For the moment, that seems fine: Google’s approach to advertising is the least intrusive and most user-respectful you can find online today; if anyone can make advertising attractive and desirable, Google can.

But Google is a public company. The people leading it today will not be leading it forever. It’s not inconceivable that in some future downturn Google will find itself under pressure to “monetize” its trove of books more ruthlessly.

Today’s Google represents an extremely benign face of capitalism, and it may be that the only way to get a project of this magnitude done efficiently is in the private sector. But capitalism has its own dynamic, and ad-supported businesses tend to move in one direction — towards more and more aggressive advertising.

Since we are, after all, talking about digitizing the entire body of published human knowledge, I can’t help thinking that a public-sector effort — whether government-backed or non-profit or both — is more likely to serve the long-term public good. I know that’s an unfashionable position in this market-driven era. It’s also an unrealistic one given the current U.S. government’s priorities.

But public investment has a pretty enviable track record: Think of the public goods that Americans enjoy today because the government chose to seed them and insure their universality — from the still-essential Social Security program to the interstate highway system to the Internet itself. In an ideal world, it seems to me, Google would be a technology contractor for an institution like the Library of Congress. I’d rather see the company that builds the tools of access to information be an enabler of universal access than a gatekeeper or toll-taker.

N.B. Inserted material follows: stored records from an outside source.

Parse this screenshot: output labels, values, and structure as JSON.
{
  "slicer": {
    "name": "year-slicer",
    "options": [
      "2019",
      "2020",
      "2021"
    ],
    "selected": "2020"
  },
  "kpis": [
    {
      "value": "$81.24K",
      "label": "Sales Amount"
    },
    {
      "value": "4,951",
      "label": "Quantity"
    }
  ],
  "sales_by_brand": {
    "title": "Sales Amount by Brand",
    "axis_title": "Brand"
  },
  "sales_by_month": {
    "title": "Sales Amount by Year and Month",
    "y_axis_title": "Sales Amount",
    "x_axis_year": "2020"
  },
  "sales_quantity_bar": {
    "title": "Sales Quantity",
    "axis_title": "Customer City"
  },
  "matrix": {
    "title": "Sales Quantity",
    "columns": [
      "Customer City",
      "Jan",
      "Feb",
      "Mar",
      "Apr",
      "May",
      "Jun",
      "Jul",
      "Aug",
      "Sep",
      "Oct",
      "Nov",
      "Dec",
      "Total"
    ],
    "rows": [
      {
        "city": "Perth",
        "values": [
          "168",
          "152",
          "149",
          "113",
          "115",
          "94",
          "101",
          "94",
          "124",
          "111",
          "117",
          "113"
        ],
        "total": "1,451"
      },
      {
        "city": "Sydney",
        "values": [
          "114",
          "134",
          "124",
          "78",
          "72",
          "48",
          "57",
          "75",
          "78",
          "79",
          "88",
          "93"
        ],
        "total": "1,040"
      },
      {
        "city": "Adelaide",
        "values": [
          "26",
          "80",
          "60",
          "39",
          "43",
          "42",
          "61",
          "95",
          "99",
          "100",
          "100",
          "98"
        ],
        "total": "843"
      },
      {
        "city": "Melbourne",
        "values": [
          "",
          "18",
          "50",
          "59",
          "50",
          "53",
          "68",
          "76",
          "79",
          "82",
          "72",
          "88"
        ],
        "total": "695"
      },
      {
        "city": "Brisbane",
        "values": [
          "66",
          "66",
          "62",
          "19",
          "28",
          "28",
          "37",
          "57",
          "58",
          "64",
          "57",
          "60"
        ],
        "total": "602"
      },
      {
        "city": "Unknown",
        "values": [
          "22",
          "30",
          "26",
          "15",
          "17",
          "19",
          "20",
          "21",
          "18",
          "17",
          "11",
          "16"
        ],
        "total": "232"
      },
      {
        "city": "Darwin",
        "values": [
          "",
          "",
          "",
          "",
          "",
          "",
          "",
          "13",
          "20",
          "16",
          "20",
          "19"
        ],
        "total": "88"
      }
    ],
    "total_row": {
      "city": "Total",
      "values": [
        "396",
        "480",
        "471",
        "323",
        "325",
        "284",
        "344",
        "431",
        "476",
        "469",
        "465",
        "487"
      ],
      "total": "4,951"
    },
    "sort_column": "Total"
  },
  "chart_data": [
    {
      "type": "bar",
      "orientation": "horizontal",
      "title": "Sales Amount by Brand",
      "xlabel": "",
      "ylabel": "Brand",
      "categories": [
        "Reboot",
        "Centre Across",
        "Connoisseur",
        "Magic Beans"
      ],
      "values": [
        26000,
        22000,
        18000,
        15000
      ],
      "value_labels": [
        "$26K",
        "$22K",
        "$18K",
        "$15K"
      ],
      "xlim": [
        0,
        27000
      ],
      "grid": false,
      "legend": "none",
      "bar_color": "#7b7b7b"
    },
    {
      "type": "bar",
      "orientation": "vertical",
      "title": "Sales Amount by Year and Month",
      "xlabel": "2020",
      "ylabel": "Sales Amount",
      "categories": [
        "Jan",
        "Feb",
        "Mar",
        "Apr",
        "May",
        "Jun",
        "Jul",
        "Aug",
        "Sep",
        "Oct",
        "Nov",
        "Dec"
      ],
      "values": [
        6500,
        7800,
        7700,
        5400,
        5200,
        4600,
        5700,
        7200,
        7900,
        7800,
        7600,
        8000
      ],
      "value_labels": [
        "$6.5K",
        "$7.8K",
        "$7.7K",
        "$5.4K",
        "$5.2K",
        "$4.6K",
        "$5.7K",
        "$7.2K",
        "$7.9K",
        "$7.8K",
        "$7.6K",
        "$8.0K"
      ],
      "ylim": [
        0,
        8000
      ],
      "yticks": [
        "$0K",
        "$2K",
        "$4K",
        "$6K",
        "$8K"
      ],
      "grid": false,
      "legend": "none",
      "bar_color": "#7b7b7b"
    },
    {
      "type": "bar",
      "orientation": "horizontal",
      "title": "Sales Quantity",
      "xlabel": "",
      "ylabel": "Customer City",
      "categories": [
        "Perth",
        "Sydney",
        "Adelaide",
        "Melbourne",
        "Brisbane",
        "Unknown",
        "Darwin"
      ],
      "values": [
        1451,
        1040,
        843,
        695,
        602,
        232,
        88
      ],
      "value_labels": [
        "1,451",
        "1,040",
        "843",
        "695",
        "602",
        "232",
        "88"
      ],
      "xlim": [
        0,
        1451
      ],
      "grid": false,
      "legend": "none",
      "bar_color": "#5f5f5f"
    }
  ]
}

The public has a big interest in making sure that no one business has a chokehold on the flow of human knowledge. As long as Google’s amazing project puts more knowledge in more hands and heads, who could object? But in this area, taking the long view is not just smart — it’s ethically essential. So as details of Google’s project emerge, it will be important not just to rely on Google’s assurances but to keep an eye out for public guarantees of access, freedom of expression and limits to censorship.